Drought and the Human War on Nature

Lloyd Voges, "Colored in Drought"

Summer temperatures have been climbing steadily in recent years and this year, to make things even worse, the United States is undergoing one of the worst droughts in decades.  Although a significant number of Americans continue to hide their heads in the (very dry) sand, others are starting to realize that scientists know what they are talking about when they link the increase in extreme weather events with global warming.

Leslie Marmon Silko, a Laguna Pueblo novelist, has a non-scientific insight into drought that is worth taking seriously. In Ceremony, her finest work, she shows a World War II veteran suffering from PTSD while around him he witnesses a five-year drought that devastates the landscape.

But the drought is not just a novelist’s metaphor for Tayo’s inner state of mind (such as we see in Eliot’s The Wasteland). As a Pueblo, Tayo believes he has literally caused the drought because, when he was a prisoner of the Japanese in the Bataan Death March and witnessed torrential downpours for the first time in his life, he cursed the rain.

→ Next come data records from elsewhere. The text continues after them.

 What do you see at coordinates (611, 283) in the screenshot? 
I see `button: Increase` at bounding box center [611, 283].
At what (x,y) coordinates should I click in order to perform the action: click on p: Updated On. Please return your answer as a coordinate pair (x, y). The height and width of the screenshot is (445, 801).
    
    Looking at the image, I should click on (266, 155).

It is understandable why he did so. He was carrying his badly wounded cousin Rocky in a blanket stretcher, and Rocky would be killed by the Japanese guards if Tayo dropped him or slipped in the mud. Here’s the moment when he drops the blanket:

He slid to his knees, trying to find the ends of the blanket again, and he started repeating “Goddamn, goddamn!”; it flooded out of the last warm core in his chest and echoed inside his head. He damned the rain until the words were a chant, and he sang it while he crawled through the mud to find the corporal and get him up before the Japanese saw them. He wanted the words to make a cloudless blue sky, pale with a summer sun pressing across wide and empty horizons. The words gathered inside him and gave him strength. He pulled on the corporal’s arm; he lifted him to his knees and all the time he could hear his own voice praying against the rain.

Although Tayo is under extreme duress, as Silko explains it, one must be grateful to nature in all of its manifestations. As a little boy Tayo is told that he must honor even house flies. When one turns against nature or seeks to dominate it, it reacts with fury.

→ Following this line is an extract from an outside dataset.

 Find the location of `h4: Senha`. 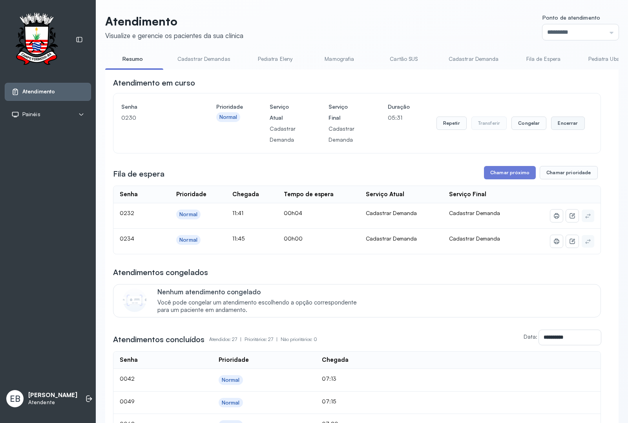

h4: Senha is located at coordinates (155, 107).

The point is made through a Pueblo story involving Reed Woman and Corn Woman, which provides a thematic framework for the novel. The novel is interspersed with many such folk stories—they are cultural tools that Tayo and his fellow Pueblos use to understand the changes going on around them—and this one helps them understand both the drought and human complicity in it:

It was summertime
And Iktoa’ak’o’ya—Reed Woman
Was always taking a bath.
She spent all day long
sitting in the river
splashing down
the summer rain.

But her sister
Corn Woman
worked hard all day
sweating in the sun
getting sore hands
in the corn field.
Corn Woman got tired of that
she got angry
she scolded
her sister
for bathing all day long.

Iktoa’ak’o’ya—Reed Woman
went back then
she went back
to the original place
down below.

And there was no more rain then.
Everything dried up
all the plants
the corn
the beans
they all dried up
and started blowing away
in the wind.

The people and the animals
were thirsty.
They were starving.

Although the stories of Reed Woman and Corn Woman go back centuries, when we apply them to the era in which Silko lives we can interpret the parable as the way that American capitalism (and global industrialization in general) fails to honor or delight in nature. Our unceasing search for profit is leading to a very frightening future involving melting glaciers, rising sea levels, coral reefs devastated by rising acidity levels, large oxygen-deprived dead zones, devastated fish populations, rising numbers of hurricanes, and major changes in weather patterns.

 In Ceremony, Tayo undergoes a healing quest for his PTSD and, concurrently, we are shown a set of purification ceremonies that the animals must undergo to placate the angry Reed Woman. Blinded as we are by our current economic difficulties and misled by politicians who refuse to face up to what is happening, we are refusing to embark on that quest. As long as we desist, Reed Woman will continue to withdraw from our midst.

Silko’s novel assures us that, if we begin to develop a reverential relationship to nature, we can mitigate much of its anger. The choice is in our hands.

Note on the Artist: This painting by Lloyd Voges can be found at www.artistrising.com/products/529732/Colored-In-Drought.htm.